If the law changes work, everyone can celebrate. If not, it will be for want of reforms in several other areas like land, transport, electricity, and tax laws, writes T N Ninan
For close to three decades, those wanting economic reform (ie greater market-orientation) have called for changes in India’s multiple, archaic, rigid and procedure-bound labour laws. Yashwant Sinha proposed some changes when he was finance minister in the Vajpayee government about two decades ago. Following widespread criticism, he had to retrace his steps. And ever since the Modi government assumed office with a comfortable majority in the Lok Sabha, the charge has been that it has not changed the country’s labour laws. The standard argument through three decades has been that the failure to bring about changes has come in the way of labour-intensive industries flourishing in India, as they have done in other Asian countries.
Now comes the test. The labour laws have finally been changed along the lines that most people (other than trade unions) have wanted. Forty-nine central laws have been crunched into four “codes”: One on wages passed last year, and three enacted last month on working conditions, social security and industrial relations. In their totality, the codes give much greater freedom to businesses when it comes to taking on and shedding employees, while putting trade unions to new tests about their representational claims and making both strikes and lock-outs more difficult. Those employing fewer than 300 workers don’t even have to issue what are called standing orders, which specify conduct norms for workmen.

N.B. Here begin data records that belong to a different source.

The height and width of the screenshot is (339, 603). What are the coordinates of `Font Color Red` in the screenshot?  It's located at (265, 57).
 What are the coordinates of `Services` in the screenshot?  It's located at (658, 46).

Going further, enormous freedom has been given to governments to exempt industries from the coverage of the codes, and to define the limits within which they will operate. In a sense, Parliament has given governments carte blanche, to do as they will. Watch how Uttar Pradesh recently tried to exempt employers from all but a few labour laws — by ordinance. In its turn, the central government has announced a national ”floor wage” (below which “minimum wages” cannot go) of Rs 178 per day, which works out to Rs 4,628 monthly, assuming 26 working days. Fortunately, most state minimum wages are already well above this absurd level.
Before coming to whether the new codes will pass the test by delivering additional employment, it must be recognised that they do simplify matters by reducing the number of operative laws and acknowledging contemporary realities. They de-criminalise many actions (like not maintaining a register) and allow compounding fines to be paid instead. They also expand the scope of the codes to include fixed-term employees, contract labour, gig workers in the informal sector, migrant labour and “platform” workers (such as drivers who have signed up at app-based taxi companies). So there is much to be said in favour of the changes.

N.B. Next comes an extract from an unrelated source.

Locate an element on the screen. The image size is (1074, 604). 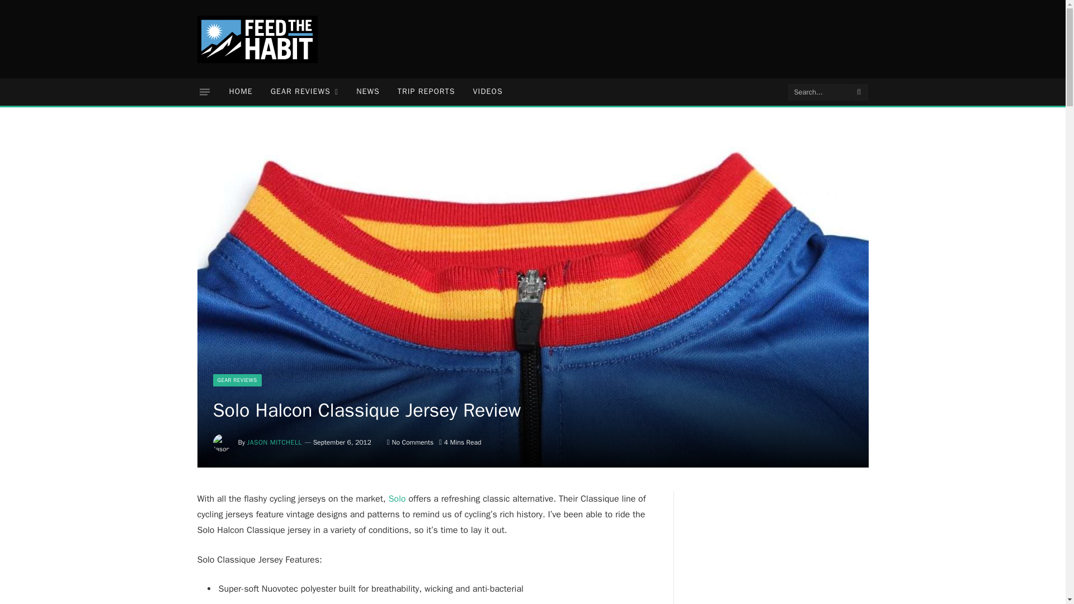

Still, the real test will be growth of employment, in particular an increase in employment in the organised sector where productivity tends to be better and wages therefore higher. The core objective is large-scale factory employment that turns out wage goods like shoes and clothes, as also the local assembly of a range of electronic goods like mobile phones, to be followed by backward integration into components, for the domestic and export markets.

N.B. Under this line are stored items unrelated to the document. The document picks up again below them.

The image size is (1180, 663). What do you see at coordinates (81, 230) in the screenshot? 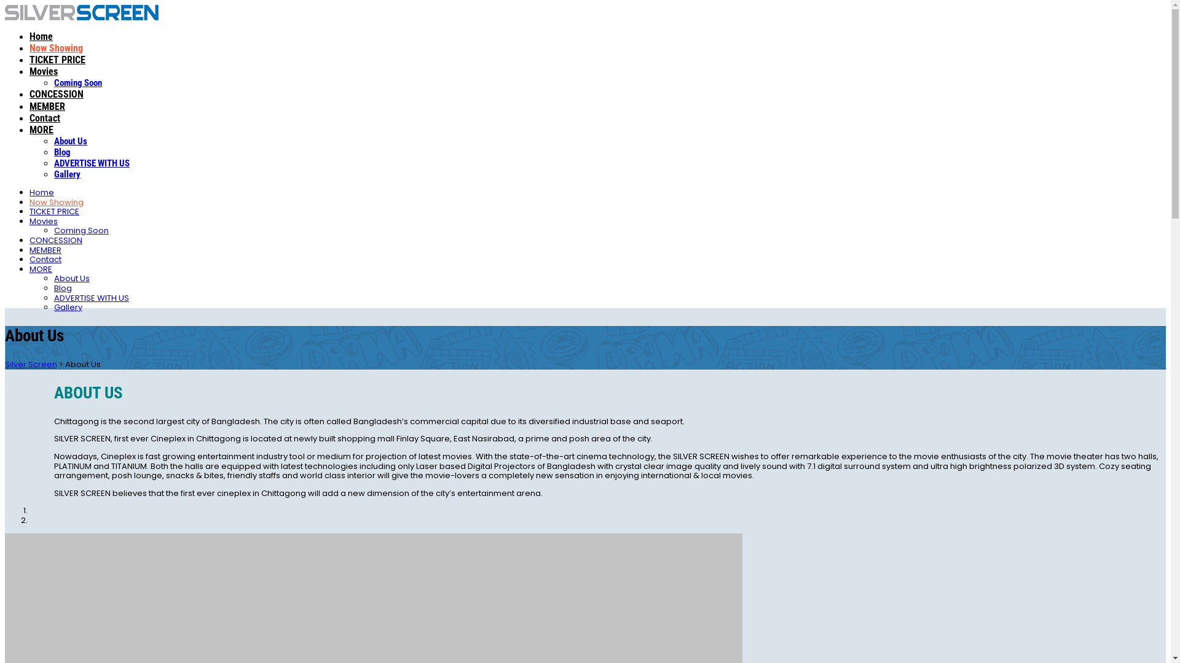
I see `Coming Soon` at bounding box center [81, 230].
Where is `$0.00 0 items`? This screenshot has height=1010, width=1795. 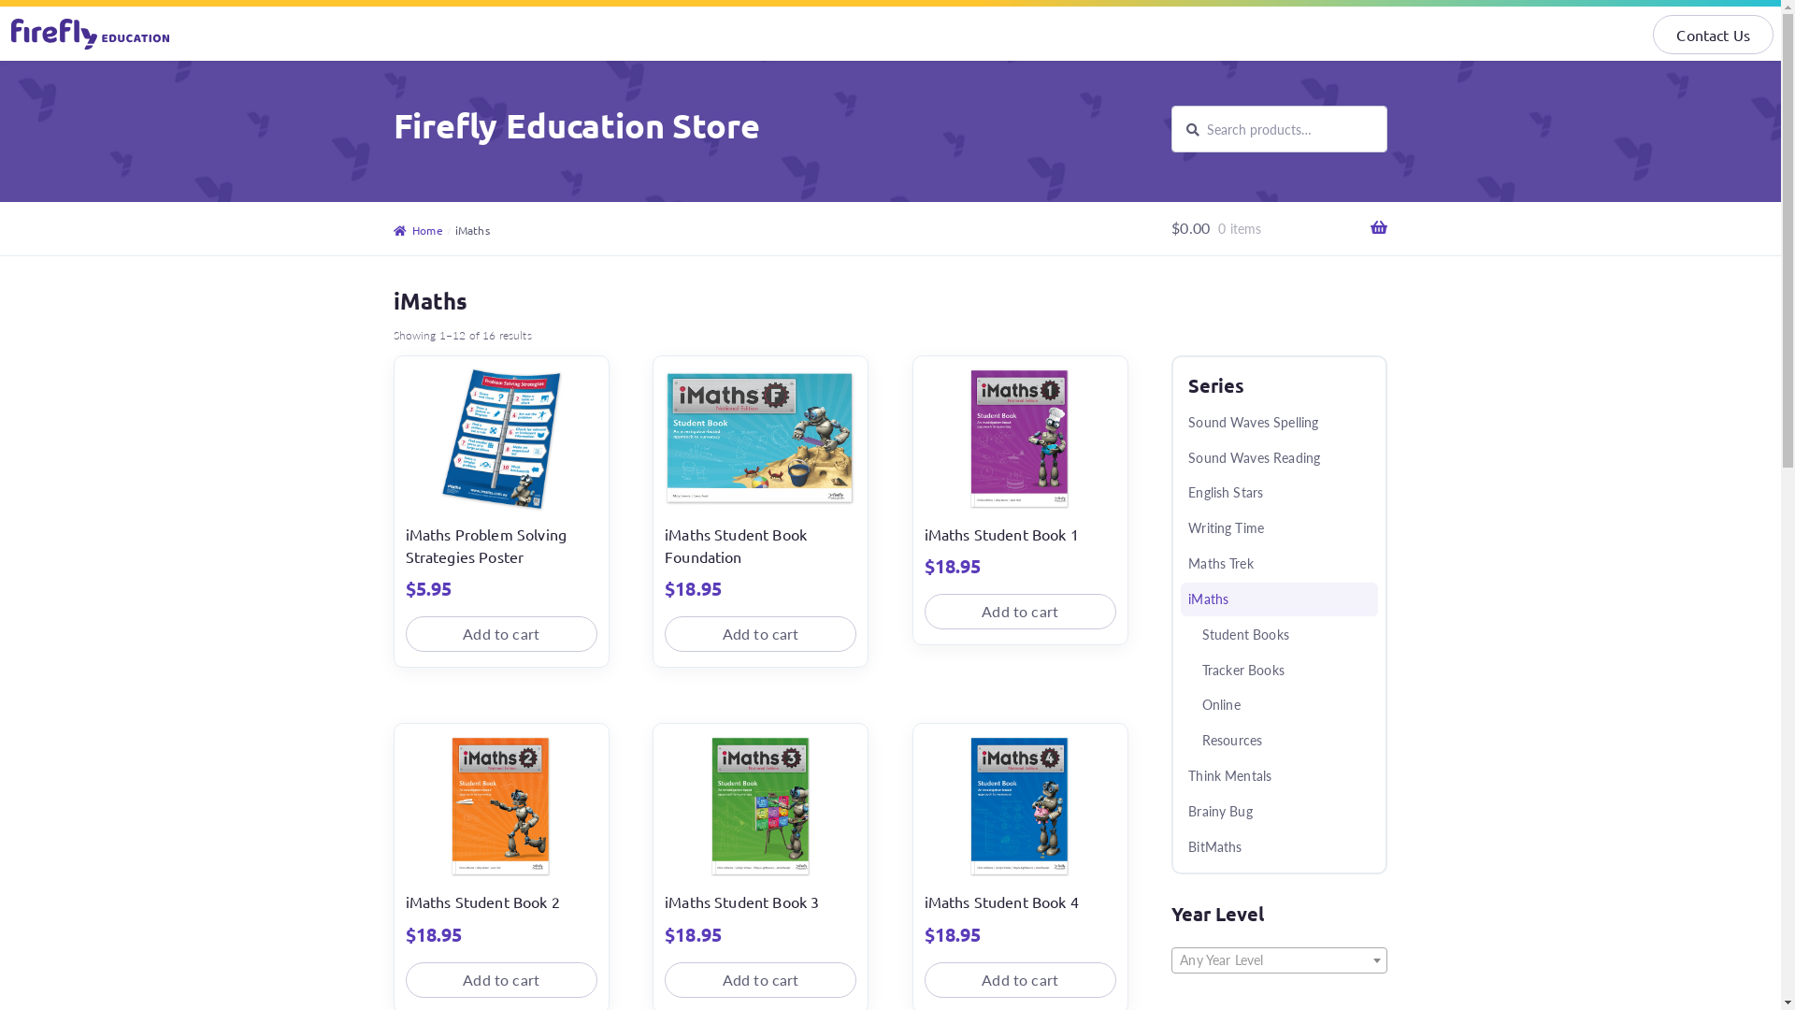 $0.00 0 items is located at coordinates (1279, 228).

The game is to profit when China is exiting some of these activities, or when companies are exiting China for wage-cost and other reasons. So far, Vietnam, Bangladesh and others have taken up the slack. India too wants to be a player, and is raising tariffs and imposing other import curbs in the drive to promote manufacturing activity.
If it works, everyone can celebrate. If not, it will be because labour law changes are a necessary but not sufficient condition for achieving the intended objectives. Co-terminous changes are required to reduce the cost of factory land, transport, and electricity for industrial consumers (through ending cross-subsidies — a touchy issue), while stopping the arbitrary interpretation of tax and other laws and maintaining an appropriate exchange value for the rupee. Failure to do all this will have the opposite of the intended effect. Instead of increasing higher-productivity work and raising wage levels, workers’ earnings in existing jobs will get pushed down. The risk should not be minimised when the economy has shifted to a slower track and investment in new capacity has dried up. So, fingers crossed.